Truentity Health raised $1M in pre-seed funding, the cloud-based health platform announced today. Raleigh-based Truentity will use this money to hire additional clinical and product team members and bring on more customers, said Mike Desai, the startup’s CEO and Founder.
The pre-seed round was led by Rajit Malhotra, the founder of August Holding and a Venture Partner at New York- and San Francisco-based Peak State Ventures, with participation from strategic angel investors and operators including Nainesh Parikh, Assistant Chief Medical Officer, Moffitt Cancer Center; David White, CEO and Founder, IHD Labs; and Alan Safdi, MD, Chief Medical Officer of Quadrant AI and CEO of MD Health.
“This is a great milestone for us,” Desai said. “This will help us go out and hire additional clinical team members.”
From the beginning, Truentity was designed to help healthcare providers and patients manage medications across multiple systems, all in an effort to prevent medical-related injuries and death. [Editor’s Note: We first profiled Truentity last February.]
Medication errors are the leading cause of these injuries and deaths, with leading research firm Forrester predicting the healthcare industry will face even greater medication errors in 2022, costing over $528.4 billion annually. That is equivalent to a whopping 16 percent of total U.S. healthcare expenditures.
Desai’s family experienced a close call themselves when his father once went to his non-primary care provider and was accidentally prescribed double doses of medication.
“Luckily, we caught it because there are a lot of physicians and pharmacists in my family,” Desai said. “So we caught it before he took it. But that helped me launch this whole idea around, why do medication errors happen? Why can’t patients properly communicate what medications they’re on to their provider?”
It’s a question many have been asking. So Desai formed Truentity, which works as a platform to consolidate all the data from different providers and pharmacy networks. Then telehealth clinical pharmacists sit down with the patient to reconcile the data, creating the most accurate medication history on a patient after only a 30-minute conversation.
Patients can also upload pictures of their medication to Truentity themselves before Truentity’s data then goes back to providers, leading to fewer medication errors and better outcomes, Desai said.
“A patient’s data resides with the provider or the hospital systems,” Desai said of what happens today. “What we have essentially done is once we do a reconciliation of the patient’s medication history, we push the data back to the patient’s phone because the patient has the right to own their own data.”
And whenever a medical ailment does strike, a healthcare provider could learn a patient’s medication history as easily as scanning a QR code.
“Now, essentially, the patient is walking around with their medication list on their phone,” Desai said. “Now they can travel anywhere in the world.”

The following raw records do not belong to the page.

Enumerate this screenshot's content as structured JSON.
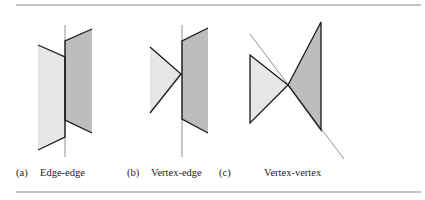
{
  "figure": {
    "subfigures": [
      {
        "tag": "(a)",
        "caption": "Edge-edge"
      },
      {
        "tag": "(b)",
        "caption": "Vertex-edge"
      },
      {
        "tag": "(c)",
        "caption": "Vertex-vertex"
      }
    ]
  },
  "colors": {
    "light_fill": "#e6e6e6",
    "dark_fill": "#bdbdbd",
    "edge": "#1a1a1a",
    "separator": "#777777",
    "rule": "#8a8a8a"
  }
}
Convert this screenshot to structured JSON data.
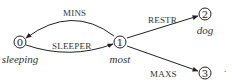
{
  "diagram": {
    "nodes": [
      {
        "id": "0",
        "label": "0",
        "word": "sleeping"
      },
      {
        "id": "1",
        "label": "1",
        "word": "most"
      },
      {
        "id": "2",
        "label": "2",
        "word": "dog"
      },
      {
        "id": "3",
        "label": "3",
        "word": ""
      }
    ],
    "edges": [
      {
        "from": "1",
        "to": "0",
        "label": "MINS"
      },
      {
        "from": "0",
        "to": "1",
        "label": "SLEEPER"
      },
      {
        "from": "1",
        "to": "2",
        "label": "RESTR"
      },
      {
        "from": "1",
        "to": "3",
        "label": "MAXS"
      }
    ],
    "trailing_mark": "."
  }
}
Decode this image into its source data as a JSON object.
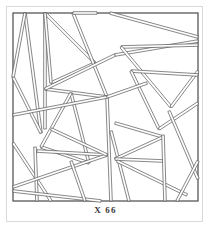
{
  "figure": {
    "caption": "X 66",
    "type": "line-art-plate",
    "frame": {
      "shape": "square",
      "stroke_color": "#4a4a4a",
      "stroke_width": 1
    },
    "style": {
      "background_color": "#ffffff",
      "line_color": "#555555",
      "band_fill": "#ffffff",
      "band_width_px": 2.6,
      "page_border_color": "#d9d9d9"
    },
    "geometry": {
      "viewbox": [
        0,
        0,
        189,
        192
      ],
      "frame_rect": [
        2,
        2,
        185,
        188
      ],
      "bands": [
        {
          "name": "band-1",
          "x1": 14,
          "y1": 2,
          "x2": 30,
          "y2": 122
        },
        {
          "name": "band-2",
          "x1": 30,
          "y1": 122,
          "x2": 2,
          "y2": 66
        },
        {
          "name": "band-3",
          "x1": 2,
          "y1": 66,
          "x2": 14,
          "y2": 2
        },
        {
          "name": "band-4",
          "x1": 34,
          "y1": 2,
          "x2": 34,
          "y2": 118
        },
        {
          "name": "band-5",
          "x1": 34,
          "y1": 2,
          "x2": 84,
          "y2": 52
        },
        {
          "name": "band-6",
          "x1": 84,
          "y1": 52,
          "x2": 40,
          "y2": 72
        },
        {
          "name": "band-7",
          "x1": 40,
          "y1": 72,
          "x2": 34,
          "y2": 2
        },
        {
          "name": "band-8",
          "x1": 62,
          "y1": 2,
          "x2": 96,
          "y2": 86
        },
        {
          "name": "band-9",
          "x1": 96,
          "y1": 86,
          "x2": 34,
          "y2": 78
        },
        {
          "name": "band-10",
          "x1": 34,
          "y1": 78,
          "x2": 104,
          "y2": 44
        },
        {
          "name": "band-11",
          "x1": 104,
          "y1": 44,
          "x2": 187,
          "y2": 30
        },
        {
          "name": "band-12",
          "x1": 99,
          "y1": 2,
          "x2": 187,
          "y2": 26
        },
        {
          "name": "band-13",
          "x1": 110,
          "y1": 36,
          "x2": 187,
          "y2": 34
        },
        {
          "name": "band-14",
          "x1": 110,
          "y1": 36,
          "x2": 160,
          "y2": 96
        },
        {
          "name": "band-15",
          "x1": 160,
          "y1": 96,
          "x2": 187,
          "y2": 60
        },
        {
          "name": "band-16",
          "x1": 120,
          "y1": 60,
          "x2": 187,
          "y2": 64
        },
        {
          "name": "band-17",
          "x1": 120,
          "y1": 60,
          "x2": 148,
          "y2": 118
        },
        {
          "name": "band-18",
          "x1": 148,
          "y1": 118,
          "x2": 187,
          "y2": 92
        },
        {
          "name": "band-19",
          "x1": 96,
          "y1": 86,
          "x2": 100,
          "y2": 190
        },
        {
          "name": "band-20",
          "x1": 60,
          "y1": 82,
          "x2": 78,
          "y2": 152
        },
        {
          "name": "band-21",
          "x1": 78,
          "y1": 152,
          "x2": 30,
          "y2": 136
        },
        {
          "name": "band-22",
          "x1": 30,
          "y1": 136,
          "x2": 60,
          "y2": 82
        },
        {
          "name": "band-23",
          "x1": 2,
          "y1": 104,
          "x2": 96,
          "y2": 86
        },
        {
          "name": "band-24",
          "x1": 2,
          "y1": 132,
          "x2": 40,
          "y2": 190
        },
        {
          "name": "band-25",
          "x1": 24,
          "y1": 136,
          "x2": 26,
          "y2": 190
        },
        {
          "name": "band-26",
          "x1": 26,
          "y1": 140,
          "x2": 96,
          "y2": 144
        },
        {
          "name": "band-27",
          "x1": 2,
          "y1": 176,
          "x2": 96,
          "y2": 144
        },
        {
          "name": "band-28",
          "x1": 2,
          "y1": 180,
          "x2": 90,
          "y2": 190
        },
        {
          "name": "band-29",
          "x1": 60,
          "y1": 150,
          "x2": 74,
          "y2": 190
        },
        {
          "name": "band-30",
          "x1": 100,
          "y1": 120,
          "x2": 118,
          "y2": 190
        },
        {
          "name": "band-31",
          "x1": 104,
          "y1": 112,
          "x2": 152,
          "y2": 126
        },
        {
          "name": "band-32",
          "x1": 104,
          "y1": 148,
          "x2": 152,
          "y2": 126
        },
        {
          "name": "band-33",
          "x1": 104,
          "y1": 148,
          "x2": 152,
          "y2": 150
        },
        {
          "name": "band-34",
          "x1": 106,
          "y1": 150,
          "x2": 176,
          "y2": 184
        },
        {
          "name": "band-35",
          "x1": 152,
          "y1": 124,
          "x2": 154,
          "y2": 190
        },
        {
          "name": "band-36",
          "x1": 158,
          "y1": 100,
          "x2": 187,
          "y2": 168
        },
        {
          "name": "band-37",
          "x1": 166,
          "y1": 190,
          "x2": 187,
          "y2": 150
        },
        {
          "name": "band-38",
          "x1": 96,
          "y1": 86,
          "x2": 136,
          "y2": 72
        },
        {
          "name": "band-39",
          "x1": 40,
          "y1": 118,
          "x2": 96,
          "y2": 144
        },
        {
          "name": "band-40",
          "x1": 86,
          "y1": 2,
          "x2": 62,
          "y2": 2
        }
      ]
    }
  }
}
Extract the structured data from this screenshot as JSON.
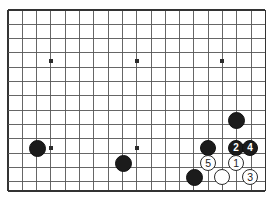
{
  "diagram": {
    "kind": "go-board-diagram",
    "board": {
      "grid_spacing": 14.3,
      "left": 8,
      "top": 10,
      "right": 265,
      "bottom": 191,
      "columns": 19,
      "rows": 14,
      "line_color": "#555555",
      "border_color": "#333333",
      "background_color": "#ffffff"
    },
    "star_points": [
      {
        "name": "star-point-top-left",
        "x": 51,
        "y": 61
      },
      {
        "name": "star-point-top-center",
        "x": 137,
        "y": 61
      },
      {
        "name": "star-point-top-right",
        "x": 222,
        "y": 61
      },
      {
        "name": "star-point-bottom-left",
        "x": 51,
        "y": 148
      },
      {
        "name": "star-point-bottom-center",
        "x": 137,
        "y": 148
      }
    ],
    "stones": [
      {
        "name": "black-stone-left",
        "color": "black",
        "label": "",
        "x": 37,
        "y": 148,
        "r": 8.5
      },
      {
        "name": "black-stone-center",
        "color": "black",
        "label": "",
        "x": 123,
        "y": 163,
        "r": 8.5
      },
      {
        "name": "black-stone-bottom-right",
        "color": "black",
        "label": "",
        "x": 194,
        "y": 177,
        "r": 8.5
      },
      {
        "name": "black-stone-upper-right",
        "color": "black",
        "label": "",
        "x": 236,
        "y": 120,
        "r": 8.5
      },
      {
        "name": "black-stone-right-wall",
        "color": "black",
        "label": "",
        "x": 208,
        "y": 148,
        "r": 8.0
      },
      {
        "name": "black-stone-move-2",
        "color": "black",
        "label": "2",
        "x": 236,
        "y": 148,
        "r": 8.0
      },
      {
        "name": "black-stone-move-4",
        "color": "black",
        "label": "4",
        "x": 250,
        "y": 148,
        "r": 8.0
      },
      {
        "name": "white-stone-move-5",
        "color": "white",
        "label": "5",
        "x": 208,
        "y": 163,
        "r": 8.0
      },
      {
        "name": "white-stone-move-1",
        "color": "white",
        "label": "1",
        "x": 236,
        "y": 163,
        "r": 8.0
      },
      {
        "name": "white-stone-plain",
        "color": "white",
        "label": "",
        "x": 222,
        "y": 177,
        "r": 8.0
      },
      {
        "name": "white-stone-move-3",
        "color": "white",
        "label": "3",
        "x": 250,
        "y": 177,
        "r": 8.0
      }
    ],
    "move_sequence": [
      {
        "number": "1",
        "color": "white"
      },
      {
        "number": "2",
        "color": "black"
      },
      {
        "number": "3",
        "color": "white"
      },
      {
        "number": "4",
        "color": "black"
      },
      {
        "number": "5",
        "color": "white"
      }
    ]
  }
}
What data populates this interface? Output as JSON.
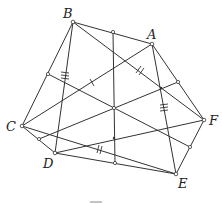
{
  "diagram": {
    "type": "geometry",
    "points": {
      "B": {
        "label": "B",
        "x": 73,
        "y": 22,
        "lx": 62,
        "ly": 18
      },
      "A": {
        "label": "A",
        "x": 152,
        "y": 44,
        "lx": 147,
        "ly": 39
      },
      "C": {
        "label": "C",
        "x": 22,
        "y": 126,
        "lx": 6,
        "ly": 131
      },
      "F": {
        "label": "F",
        "x": 204,
        "y": 120,
        "lx": 209,
        "ly": 125
      },
      "D": {
        "label": "D",
        "x": 55,
        "y": 153,
        "lx": 43,
        "ly": 169
      },
      "E": {
        "label": "E",
        "x": 176,
        "y": 174,
        "lx": 178,
        "ly": 189
      }
    },
    "labels": [
      "A",
      "B",
      "C",
      "D",
      "E",
      "F"
    ],
    "midpoints": [
      "BA",
      "BC",
      "AF",
      "CD",
      "FE",
      "DE"
    ],
    "center": {
      "x": 114,
      "y": 108
    },
    "tick_marks": [
      {
        "segment": "BD",
        "count": 3
      },
      {
        "segment": "AE",
        "count": 3
      },
      {
        "segment": "BF",
        "count": 2
      },
      {
        "segment": "CE",
        "count": 2
      },
      {
        "segment": "AC",
        "count": 1
      }
    ],
    "stroke_color": "#333333",
    "background": "#ffffff"
  }
}
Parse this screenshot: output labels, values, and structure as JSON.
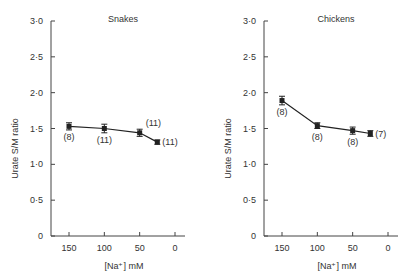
{
  "chart_data": [
    {
      "type": "line",
      "title": "Snakes",
      "xlabel": "[Na⁺] mM",
      "ylabel": "Urate S/M ratio",
      "xlim": [
        175,
        -8
      ],
      "ylim": [
        0,
        3.0
      ],
      "xticks": [
        150,
        100,
        50,
        0
      ],
      "xtick_labels": [
        "150",
        "100",
        "50",
        "0"
      ],
      "yticks": [
        0,
        0.5,
        1.0,
        1.5,
        2.0,
        2.5,
        3.0
      ],
      "ytick_labels": [
        "0",
        "0·5",
        "1·0",
        "1·5",
        "2·0",
        "2·5",
        "3·0"
      ],
      "grid": false,
      "series": [
        {
          "name": "Snakes",
          "x": [
            150,
            100,
            50,
            25
          ],
          "y": [
            1.53,
            1.5,
            1.44,
            1.31
          ],
          "err": [
            0.05,
            0.06,
            0.05,
            0.03
          ],
          "n_labels": [
            "(8)",
            "(11)",
            "(11)",
            "(11)"
          ],
          "n_label_pos": [
            "below",
            "below",
            "above-right",
            "right"
          ]
        }
      ]
    },
    {
      "type": "line",
      "title": "Chickens",
      "xlabel": "[Na⁺] mM",
      "ylabel": "Urate S/M ratio",
      "xlim": [
        175,
        -8
      ],
      "ylim": [
        0,
        3.0
      ],
      "xticks": [
        150,
        100,
        50,
        0
      ],
      "xtick_labels": [
        "150",
        "100",
        "50",
        "0"
      ],
      "yticks": [
        0,
        0.5,
        1.0,
        1.5,
        2.0,
        2.5,
        3.0
      ],
      "ytick_labels": [
        "0",
        "0·5",
        "1·0",
        "1·5",
        "2·0",
        "2·5",
        "3·0"
      ],
      "grid": false,
      "series": [
        {
          "name": "Chickens",
          "x": [
            150,
            100,
            50,
            25
          ],
          "y": [
            1.89,
            1.54,
            1.47,
            1.43
          ],
          "err": [
            0.06,
            0.04,
            0.05,
            0.04
          ],
          "n_labels": [
            "(8)",
            "(8)",
            "(8)",
            "(7)"
          ],
          "n_label_pos": [
            "below",
            "below",
            "below",
            "right"
          ]
        }
      ]
    }
  ]
}
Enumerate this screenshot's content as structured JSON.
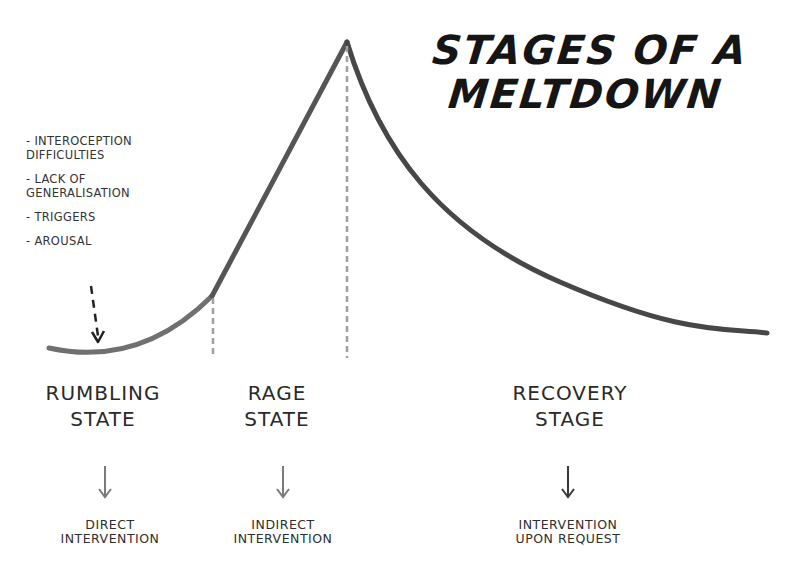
{
  "title": {
    "line1": "STAGES OF A",
    "line2": "MELTDOWN"
  },
  "factors": [
    {
      "line1": "- INTEROCEPTION",
      "line2": "DIFFICULTIES"
    },
    {
      "line1": "- LACK OF",
      "line2": "GENERALISATION"
    },
    {
      "line1": "- TRIGGERS",
      "line2": ""
    },
    {
      "line1": "- AROUSAL",
      "line2": ""
    }
  ],
  "stages": [
    {
      "line1": "RUMBLING",
      "line2": "STATE",
      "intervention_line1": "DIRECT",
      "intervention_line2": "INTERVENTION"
    },
    {
      "line1": "RAGE",
      "line2": "STATE",
      "intervention_line1": "INDIRECT",
      "intervention_line2": "INTERVENTION"
    },
    {
      "line1": "RECOVERY",
      "line2": "STAGE",
      "intervention_line1": "INTERVENTION",
      "intervention_line2": "UPON REQUEST"
    }
  ],
  "colors": {
    "rumbling_curve": "#6e6e6e",
    "rage_curve": "#4a4a4a",
    "recovery_curve": "#454545",
    "divider_dash": "#9a9a9a",
    "arrow_light": "#7a7a7a",
    "arrow_dark": "#3a3a3a"
  },
  "icons": {
    "factor_arrow": "dashed-down-arrow-icon",
    "stage_arrow": "down-arrow-icon"
  }
}
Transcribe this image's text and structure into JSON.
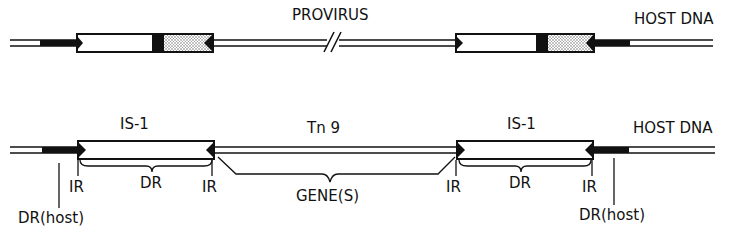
{
  "top_diagram": {
    "title": "PROVIRUS",
    "host_label": "HOST DNA"
  },
  "bottom_diagram": {
    "left_element": "IS-1",
    "middle_element": "Tn 9",
    "right_element": "IS-1",
    "host_label": "HOST DNA",
    "ir_labels": [
      "IR",
      "IR",
      "IR",
      "IR"
    ],
    "dr_labels": [
      "DR",
      "DR"
    ],
    "gene_label": "GENE(S)",
    "host_dr_labels": [
      "DR(host)",
      "DR(host)"
    ]
  },
  "colors": {
    "ink": "#111111",
    "stipple": "#9a9a9a",
    "background": "#ffffff"
  }
}
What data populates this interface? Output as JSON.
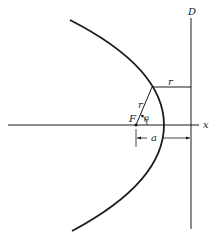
{
  "diagram": {
    "type": "parabola-focus-directrix",
    "labels": {
      "directrix": "D",
      "x_axis": "x",
      "focus": "F",
      "radius_focal": "r",
      "radius_directrix": "r",
      "angle": "θ",
      "distance": "a"
    },
    "colors": {
      "stroke": "#1a1a1a",
      "background": "#ffffff"
    }
  }
}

It’s simple. Just open up the app, launch the QR code and now the provider can see the list of medications their patient is on. No guesswork or extra time involved.
Evidence of early traction
Over the past three months, Truentity’s user base doubled, with the company projecting three times as much growth over the next three months. And early results showed a 45 percent improvement in the accuracy of patient medication records with Truentity.
Truentity, which is also a graduate of CED’s GRO incubator program, is saving clients time as well. The company said providers save up to 40 minutes per patient during the pre-admission or post-discharge medication reconciliation process.
Desai said that through the process, they learned to not just stay in their bubble designing the product but to venture out more and talk to customers, completing small releases of the product and learning as they go.
“That’s what we’ve been doing—go out, deploy to that pilot site, and then we come back and say, ‘O.K., what did we learn from that initial deployment?’” Desai said. “And then we will make the necessary changes. We will create better workflows and better integrations.”
Truentity is currently deployed at three healthcare providers and pharmacy sites. With the pre-seed funding in hand, Truentity Health’s app on iOS and Android will be able to scale more quickly.
Beyond consolidating data to prevent medical errors, Truentity also enables pharmacists to earn extra money by completing patient medication histories on a part-time basis. This is especially helpful in areas with a lack of resources.
“We really go after the pharmacy and the provider space because we have found that we can actually help generate revenue for these providers,” Desai said, “especially in rural parts of America where small providers don’t have enough resources.”